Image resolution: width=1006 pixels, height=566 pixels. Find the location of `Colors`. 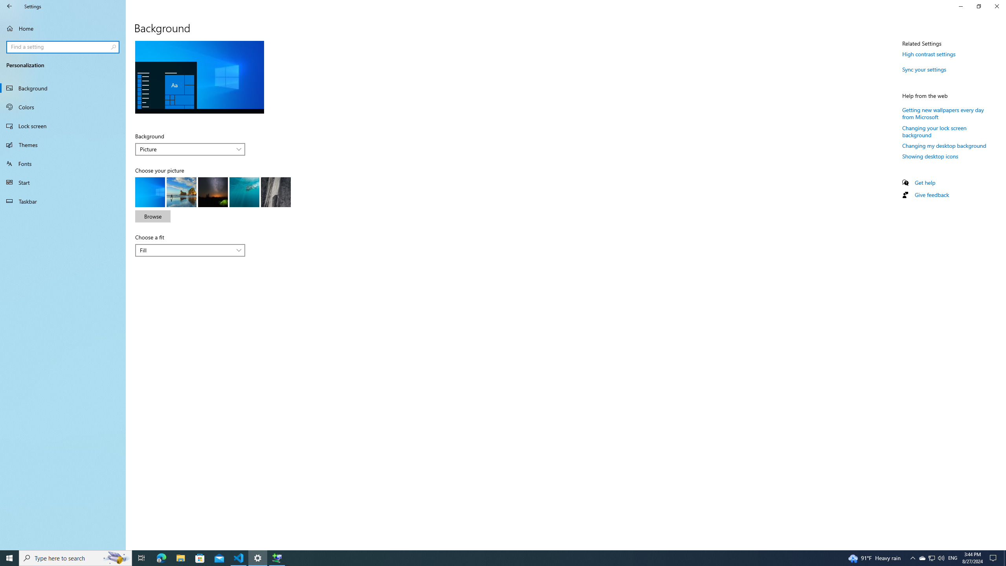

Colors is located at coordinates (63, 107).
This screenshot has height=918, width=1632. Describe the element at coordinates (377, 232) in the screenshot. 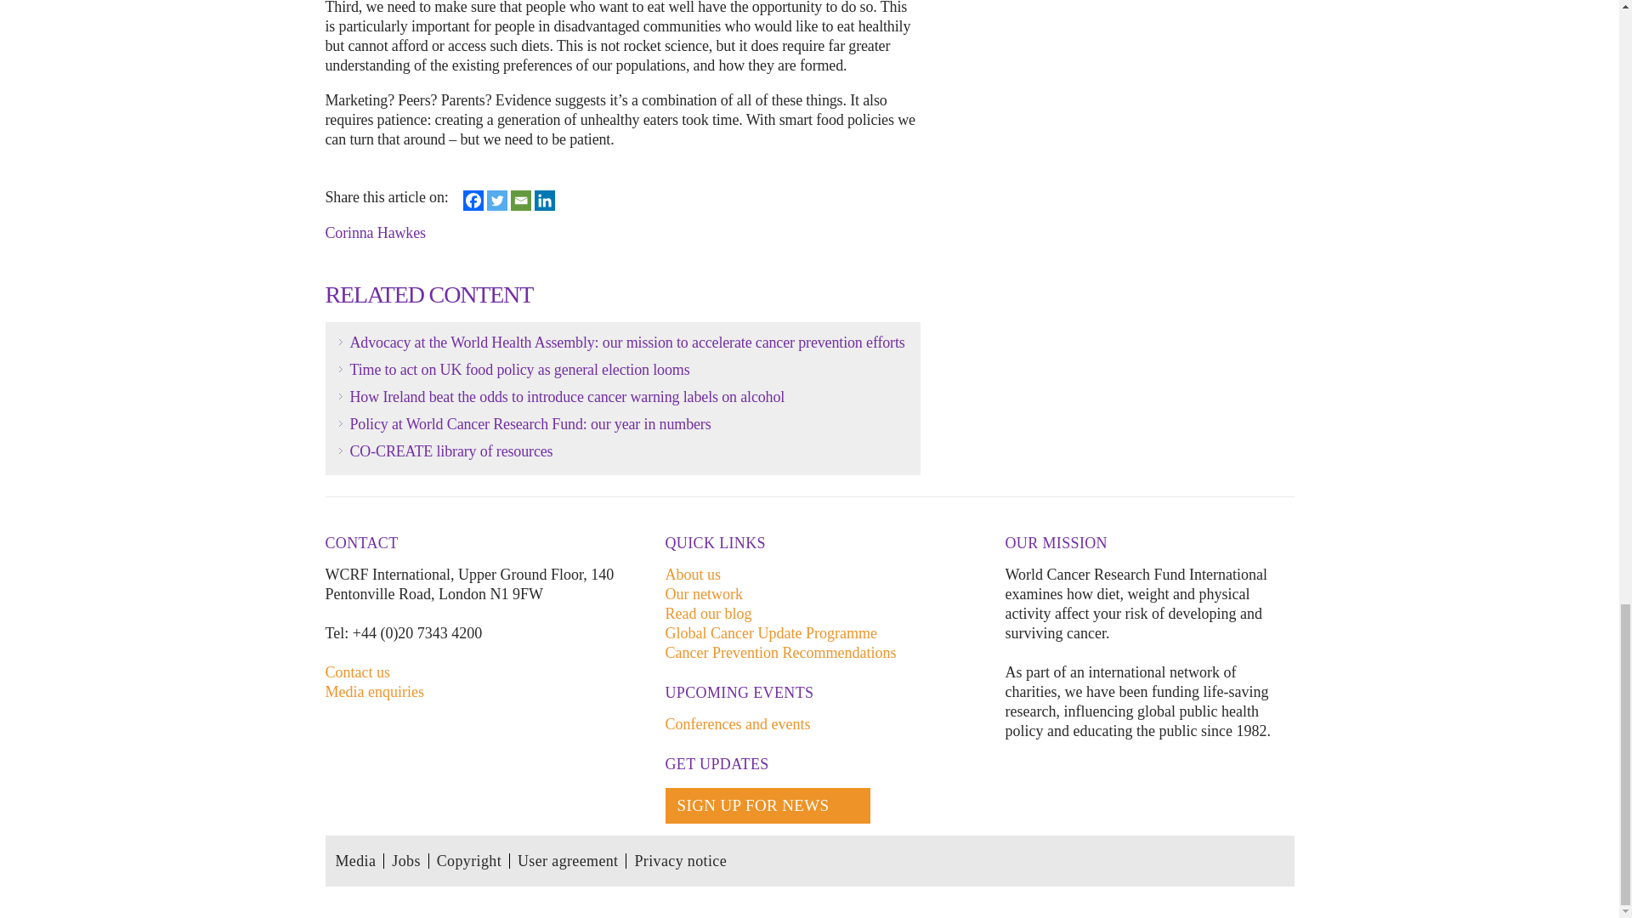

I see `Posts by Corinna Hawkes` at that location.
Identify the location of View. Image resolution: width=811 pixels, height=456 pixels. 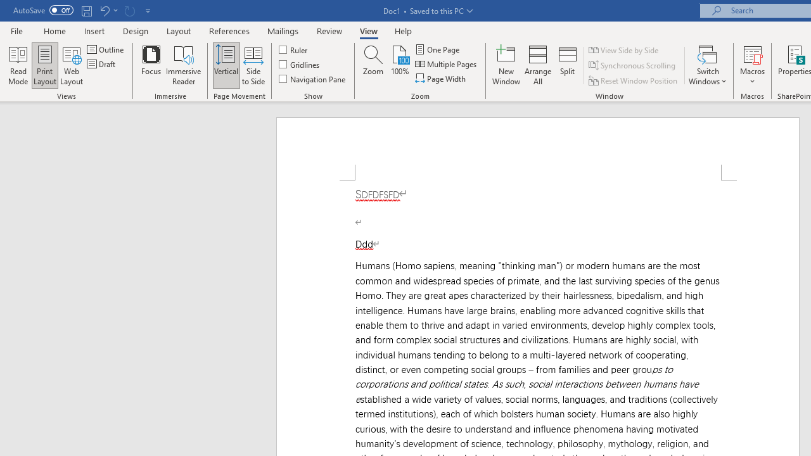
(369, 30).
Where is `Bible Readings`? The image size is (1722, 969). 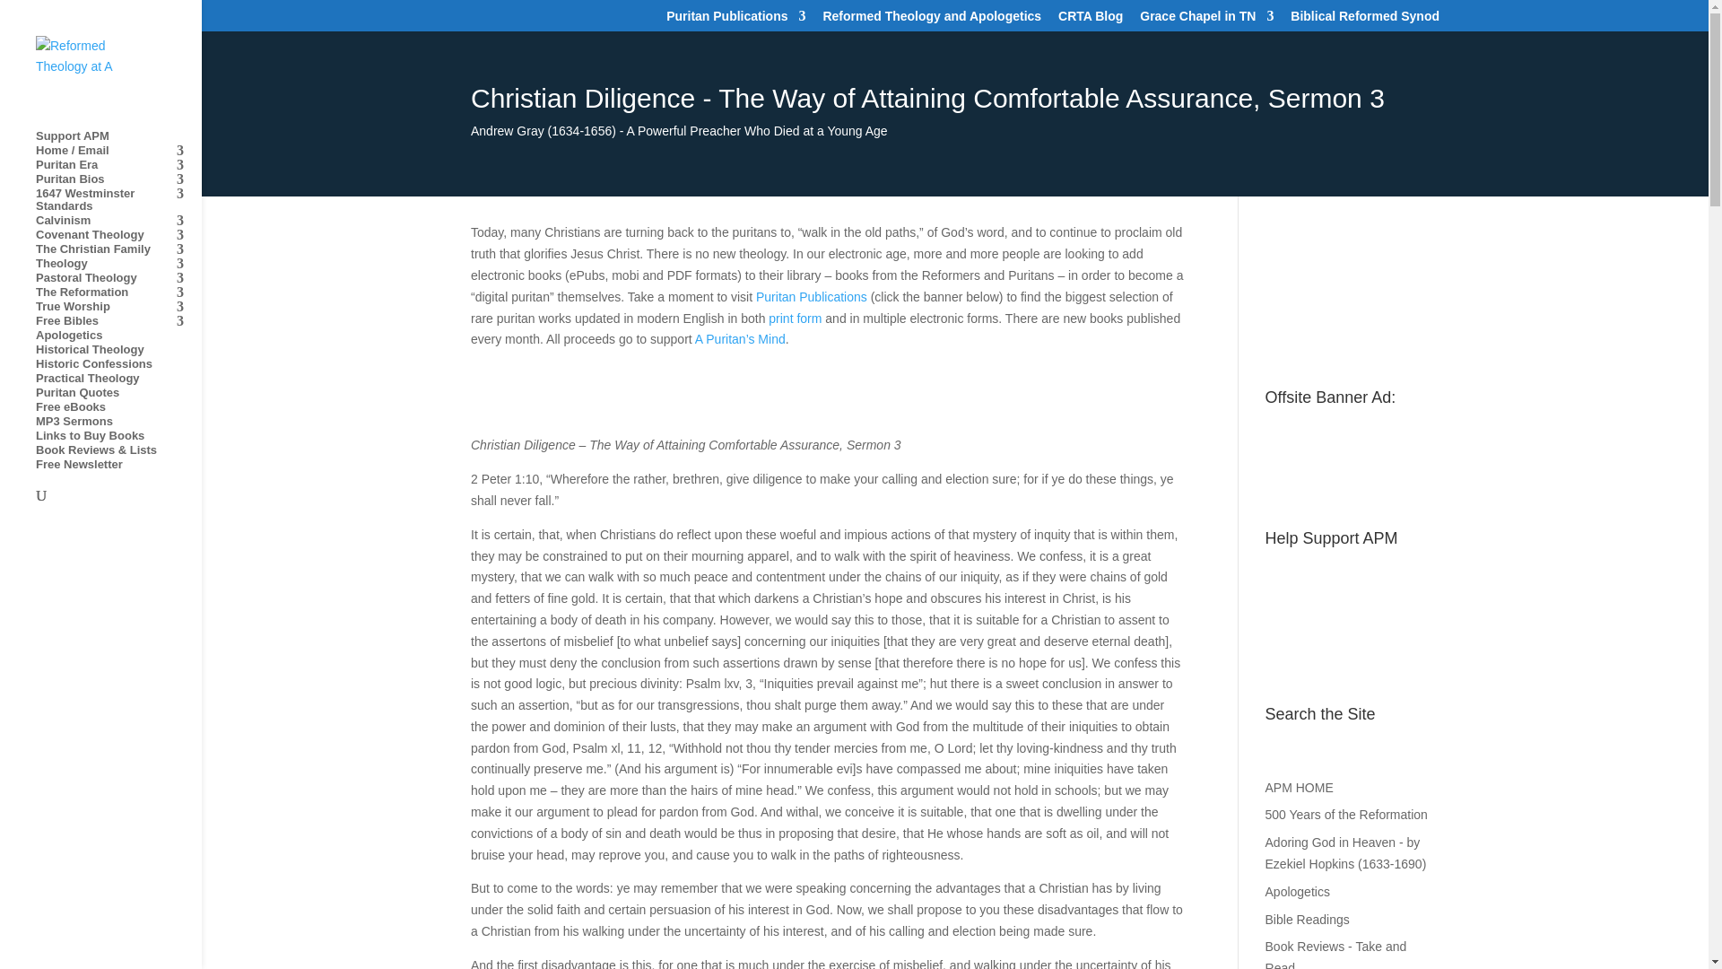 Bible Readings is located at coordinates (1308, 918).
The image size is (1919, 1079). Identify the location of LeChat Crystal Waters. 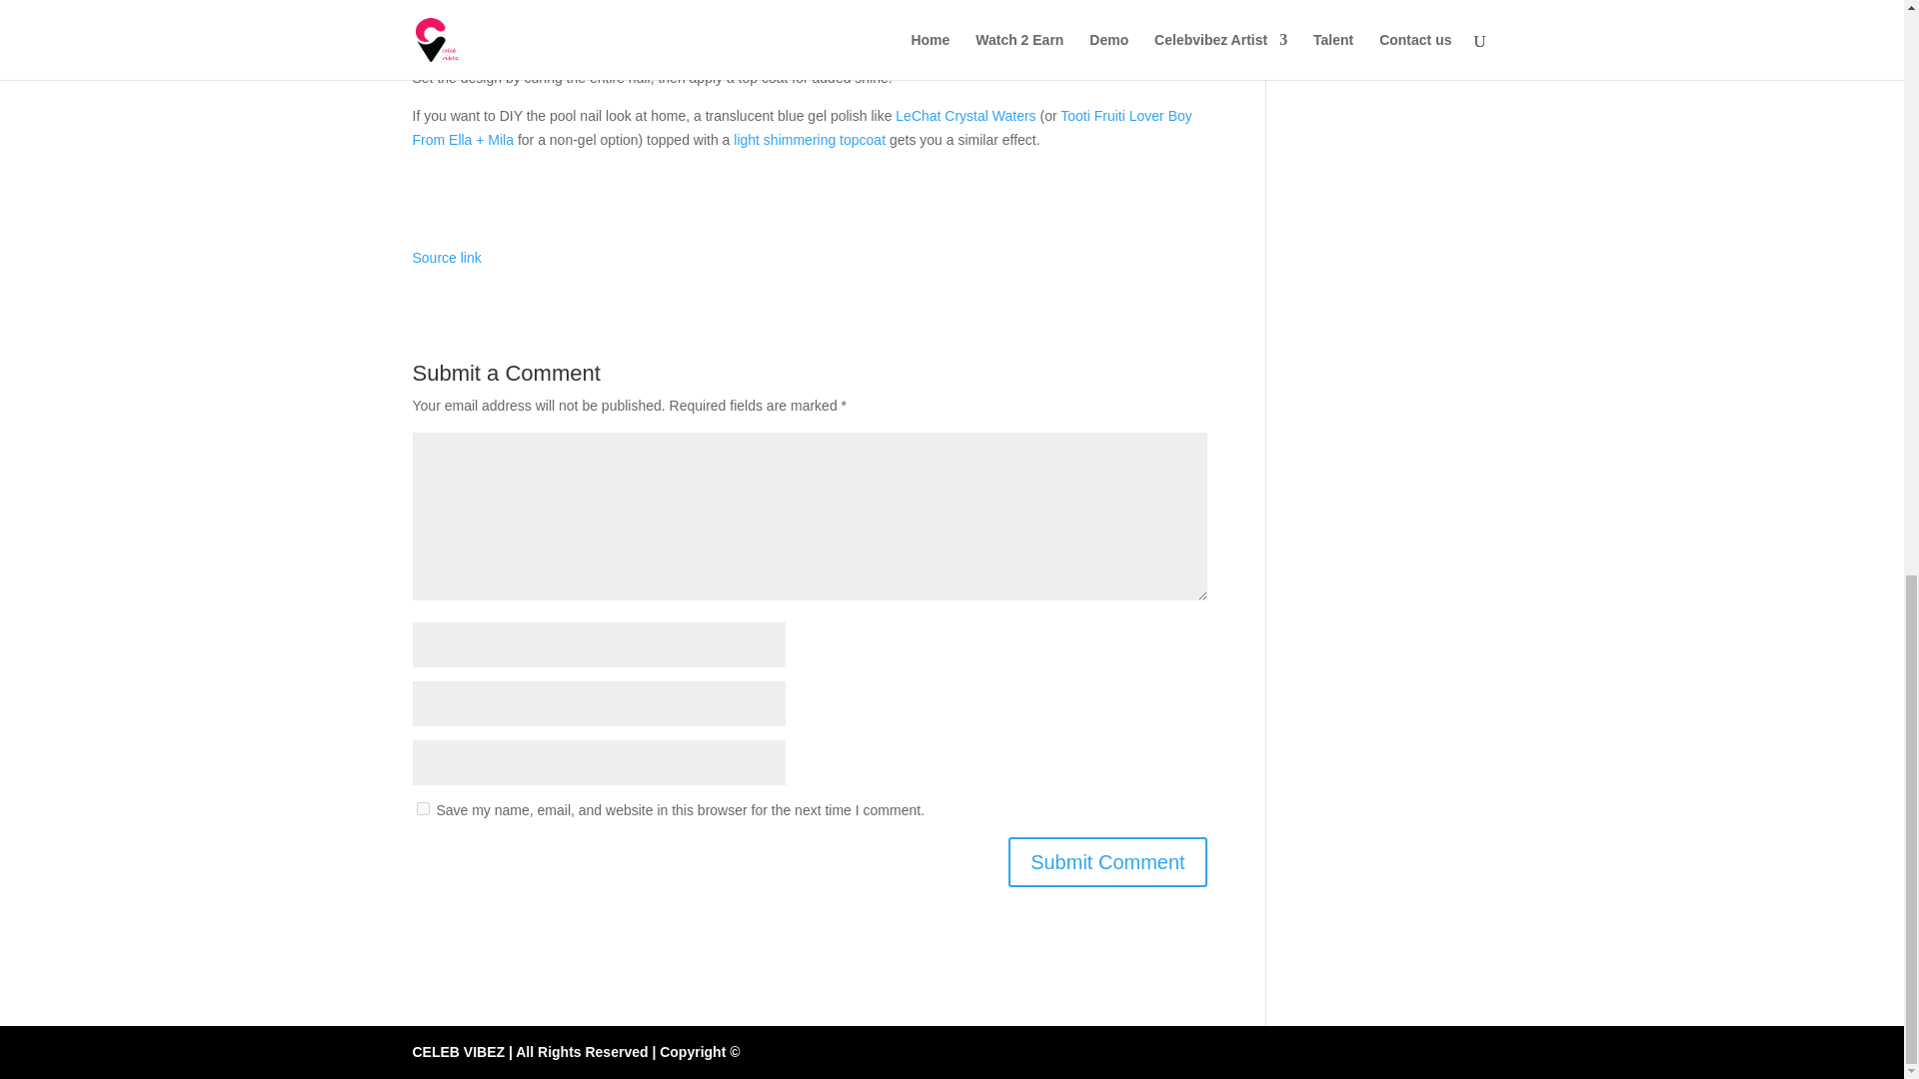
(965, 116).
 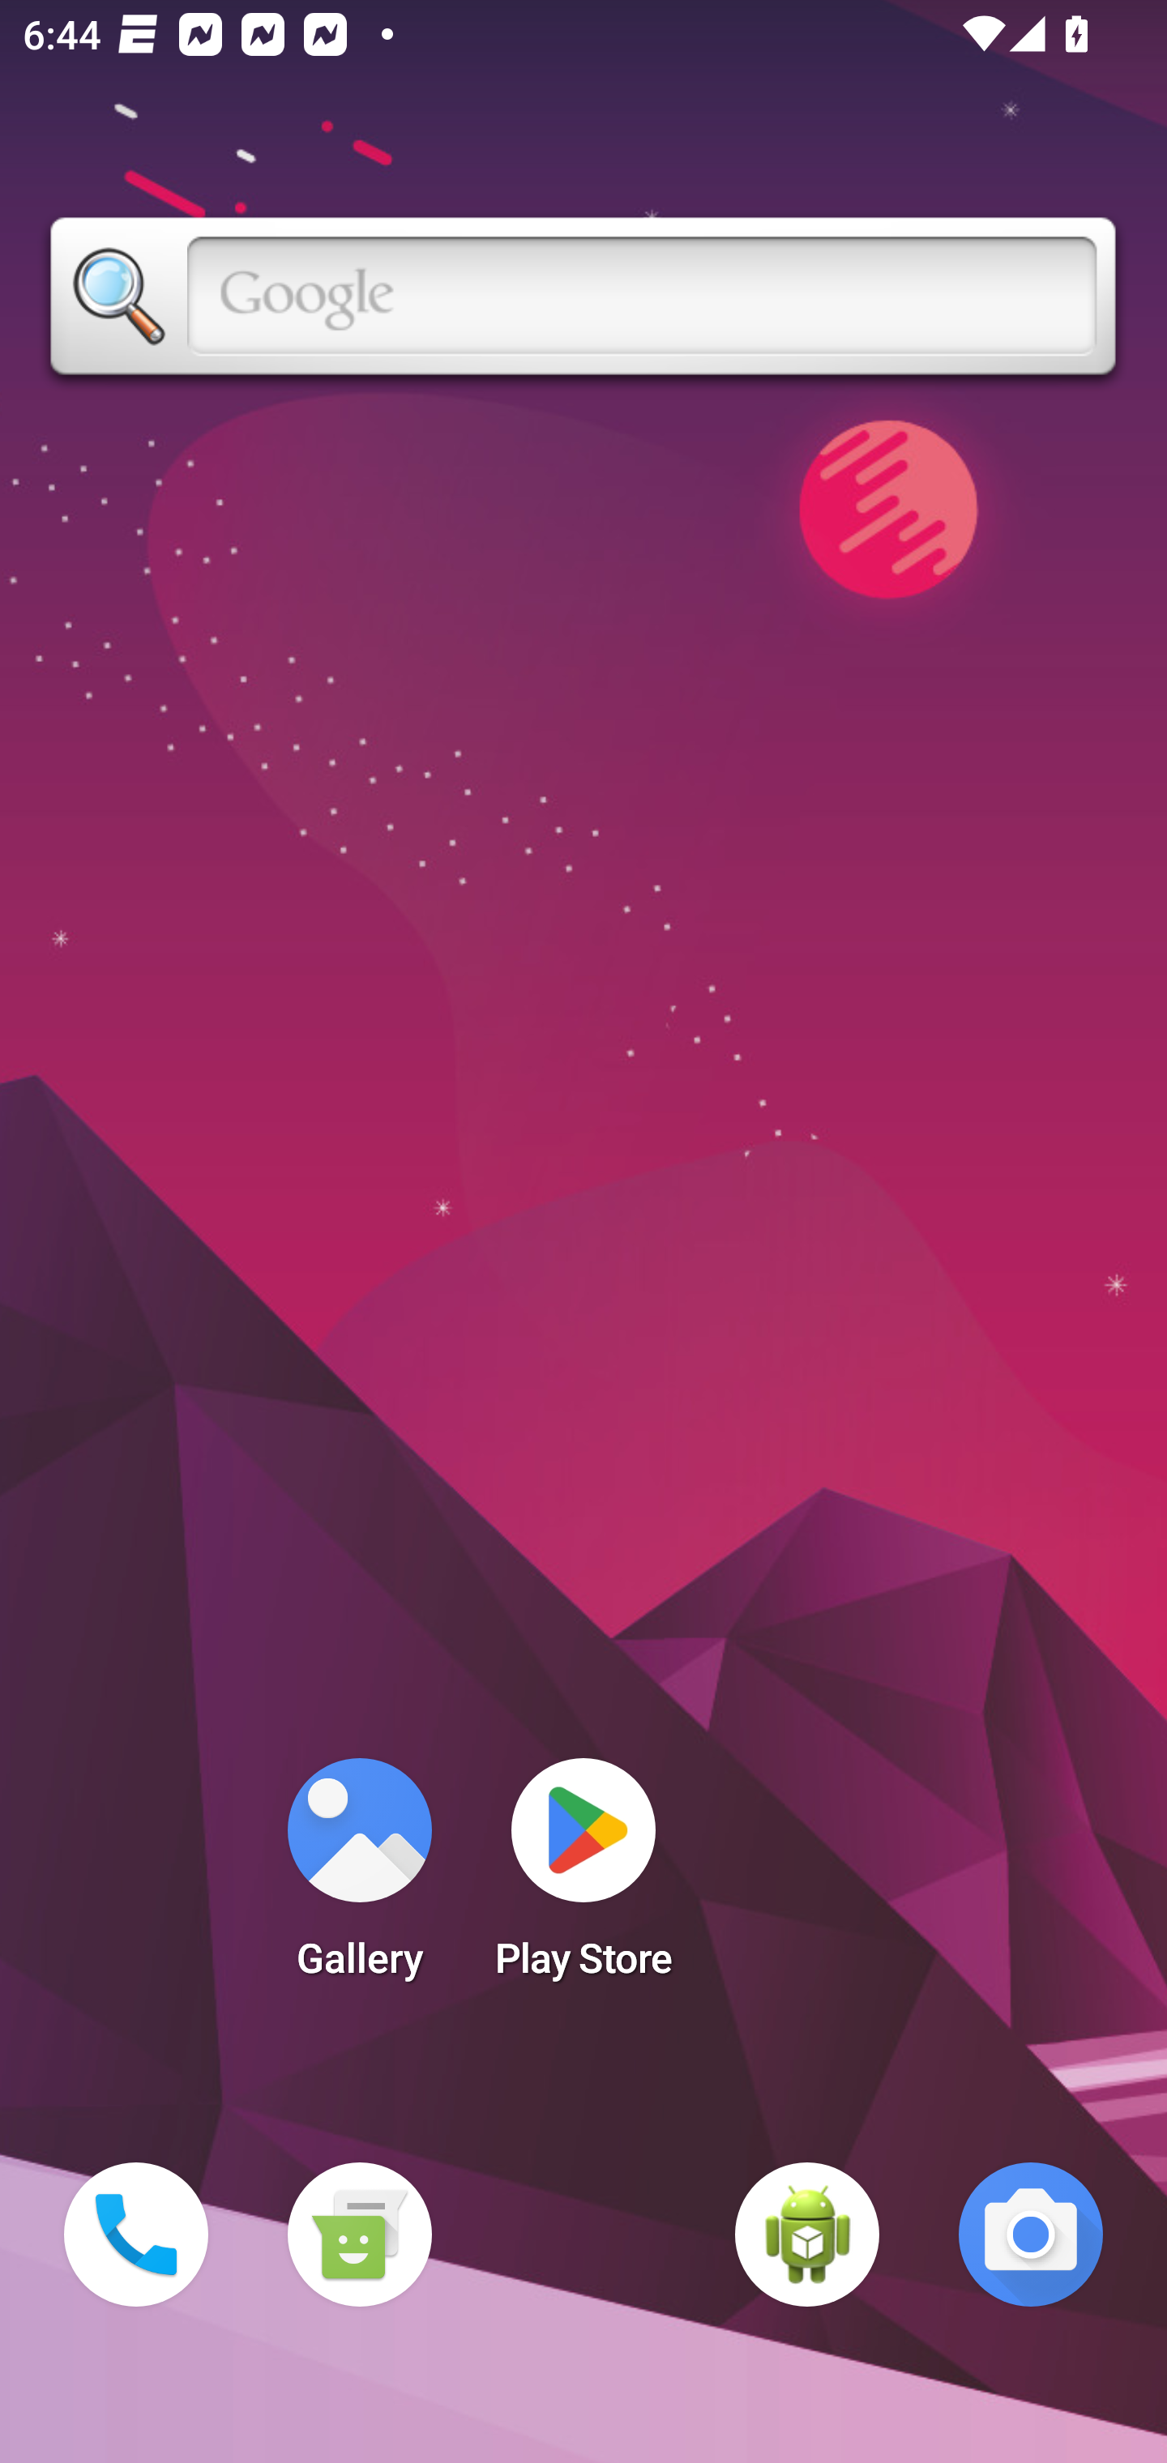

:::

- Task prompt -
Copy exactly the lines that begin at the one containing "The image size is (1919, 1079)." and end at the last line of the records, both included, omitting the pictures.

- Response -
The image size is (1919, 1079). Identify the location of LeChat Crystal Waters. 
(965, 116).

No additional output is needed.